I’m seeing a lot of people being excited, today, about putting in their orders for the first visionOS devices. Although it would be easy to dismiss this as simple Apple fan dribbling, their excitement is sort of hyperbolic. “This is a once in a lifetime opportunity,” says one person, talking about how now is the time to develop programs for this platform before all the existing tech giants come along and repeat their horrible “attention slot-machine” applications for this “new way of computing.”
So, other people are going to go off on the part where this developer is claiming that Apple has invented augmented reality; I don’t need to do that bit. I’m just going to spend a little time thinking about what this “new way of computing” means.
Okay, so this is a VR headset that not only tracks your eye and head position, but also your hands. So you don’t need separate controllers for your hands and you don’t need external cameras in your VR game room. Cool, cool. Let’s go ahead and think about this. What does this mean for interacting with software? Well, it means you can ditch the mouse/trackpad, because the headset can see your hands and you just reach out and fiddle with the stuff you’re doing. Web pages, I guess, or image processing documents. Maybe there’ll be some kind of Graffiti for writing, or some bullshit floaty keyboard that’s got an annoying lag and shitty hit detection (think first generation iOS screen keyboard and how satisfying that was for typing emails). Okay. And games, of course: immersive flashy stuff where you are really in the middle of things. That could be cool. But yeah, you’re going to want to do multiplayer and collaborative stuff, and there will be some cool and tricky tech there.
But, does this make interacting with your bank better? Does it make reading your emails more exciting? Even after my spam filters, I still get over 100 junk messages every morning. How does letting my computer know where I’m looking and what I’m interested in, as well as where my hands are and how fast I’m eating my toast while reading the newspaper and going through my inbox make my life better? Oh, and since the cameras are looking at my hands, they’re really looking at the whole room, so they can figure out where my hands are. I already refuse to let Alexa into my house, on the grounds that I’m not interested in letting Amazon eavesdrop on me; why would I want my computer not only to be listening to everything in the room, but also looking at everything and everyone in the room? And why should I trust Apple any more than I trust Amazon?
Guys, this is not a fundamentally new way of interacting with a computer. It’s a progression. And, you know, it’s not unalloyed goodness. Take a device that does something cool, that’s specifically tailored for you. It knows everything about you and it anticipates your needs and desires. It knows all your private stuff, but that’s okay because it’s only for you. Now stick a network interface on it and let it talk to the rest of the world. Do you honestly think all that personal information is going to stay private, on that device? Of course it won’t.
Today, Amazon and Google aren’t tracking your eyes as you look at your screen (probably) because the current technology that can do that isn’t reliably enabled and deployed, and the information isn’t easily accessible to the application layer. Your smartphone is doing it, and your laptop might be, but your web browser has some limitations there. When your eyes *are* your mouse, and your hands *are* the keyboard, well, you’ve just wired yourself up to a polygraph so you can look at e-commerce sites, and that’s not even the scariest part — it’s just the most obvious.
“But wait,” I imagine you cry, “you aren’t getting it at all! This is transformative, it allows you to do physical stuff with data, in ways that have been really hard up to now! Think of remote operation of robotics! Actually fly with your drone! Really immersive and expansive astronomy! The world is your mollusk!” Oh, yeah. And that will all totally be worth it for somebody.
Yeah. AR has been around for years. When the iphone came out I said “finally someone is going to do this well.” And really they did. But for AR? What is it they’re going to do well? AR stuff, I guess – but nobody cares (where “nobody” means some thousands of people).
Good luck with that.
Exactly. And I’m reminded of Stephen Wolfram’s “A New Kind of Science,” which wasn’t, really. I have seen *two* crowdfunding appeals, today, from developers who want everyone to chip in so they can buy this new device. The only way this could be more redonkulous would be for them to involve a blockchain.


== Requirement ==
Each entry must come back word for word; drop the images as you go.

(Collected data)
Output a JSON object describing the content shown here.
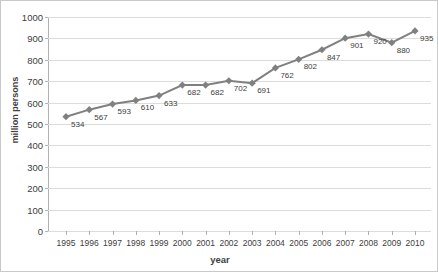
{
  "chart_data": {
    "type": "line",
    "title": "",
    "xlabel": "year",
    "ylabel": "million persons",
    "categories": [
      "1995",
      "1996",
      "1997",
      "1998",
      "1999",
      "2000",
      "2001",
      "2002",
      "2003",
      "2004",
      "2005",
      "2006",
      "2007",
      "2008",
      "2009",
      "2010"
    ],
    "values": [
      534,
      567,
      593,
      610,
      633,
      682,
      682,
      702,
      691,
      762,
      802,
      847,
      901,
      920,
      880,
      935
    ],
    "data_labels": [
      "534",
      "567",
      "593",
      "610",
      "633",
      "682",
      "682",
      "702",
      "691",
      "762",
      "802",
      "847",
      "901",
      "920",
      "880",
      "935"
    ],
    "ylim": [
      0,
      1000
    ],
    "yticks": [
      "0",
      "100",
      "200",
      "300",
      "400",
      "500",
      "600",
      "700",
      "800",
      "900",
      "1000"
    ],
    "ytick_values": [
      0,
      100,
      200,
      300,
      400,
      500,
      600,
      700,
      800,
      900,
      1000
    ],
    "grid": true,
    "legend": "none",
    "series_color": "#808080",
    "marker": "diamond",
    "grid_color": "#dcdcdc",
    "axis_color": "#b0b0b0",
    "text_color": "#404040"
  }
}
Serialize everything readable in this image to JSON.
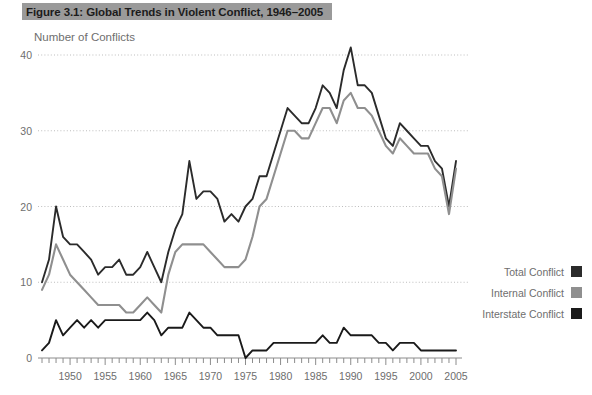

== Written solution ==
Output a JSON object describing the content shown here.
{
  "chart_data": {
    "type": "line",
    "title": "",
    "xlabel": "year",
    "ylabel": "million persons",
    "categories": [
      "1995",
      "1996",
      "1997",
      "1998",
      "1999",
      "2000",
      "2001",
      "2002",
      "2003",
      "2004",
      "2005",
      "2006",
      "2007",
      "2008",
      "2009",
      "2010"
    ],
    "values": [
      534,
      567,
      593,
      610,
      633,
      682,
      682,
      702,
      691,
      762,
      802,
      847,
      901,
      920,
      880,
      935
    ],
    "data_labels": [
      "534",
      "567",
      "593",
      "610",
      "633",
      "682",
      "682",
      "702",
      "691",
      "762",
      "802",
      "847",
      "901",
      "920",
      "880",
      "935"
    ],
    "ylim": [
      0,
      1000
    ],
    "yticks": [
      "0",
      "100",
      "200",
      "300",
      "400",
      "500",
      "600",
      "700",
      "800",
      "900",
      "1000"
    ],
    "ytick_values": [
      0,
      100,
      200,
      300,
      400,
      500,
      600,
      700,
      800,
      900,
      1000
    ],
    "grid": true,
    "legend": "none",
    "series_color": "#808080",
    "marker": "diamond",
    "grid_color": "#dcdcdc",
    "axis_color": "#b0b0b0",
    "text_color": "#404040"
  }
}
Serialize everything readable in this image to JSON.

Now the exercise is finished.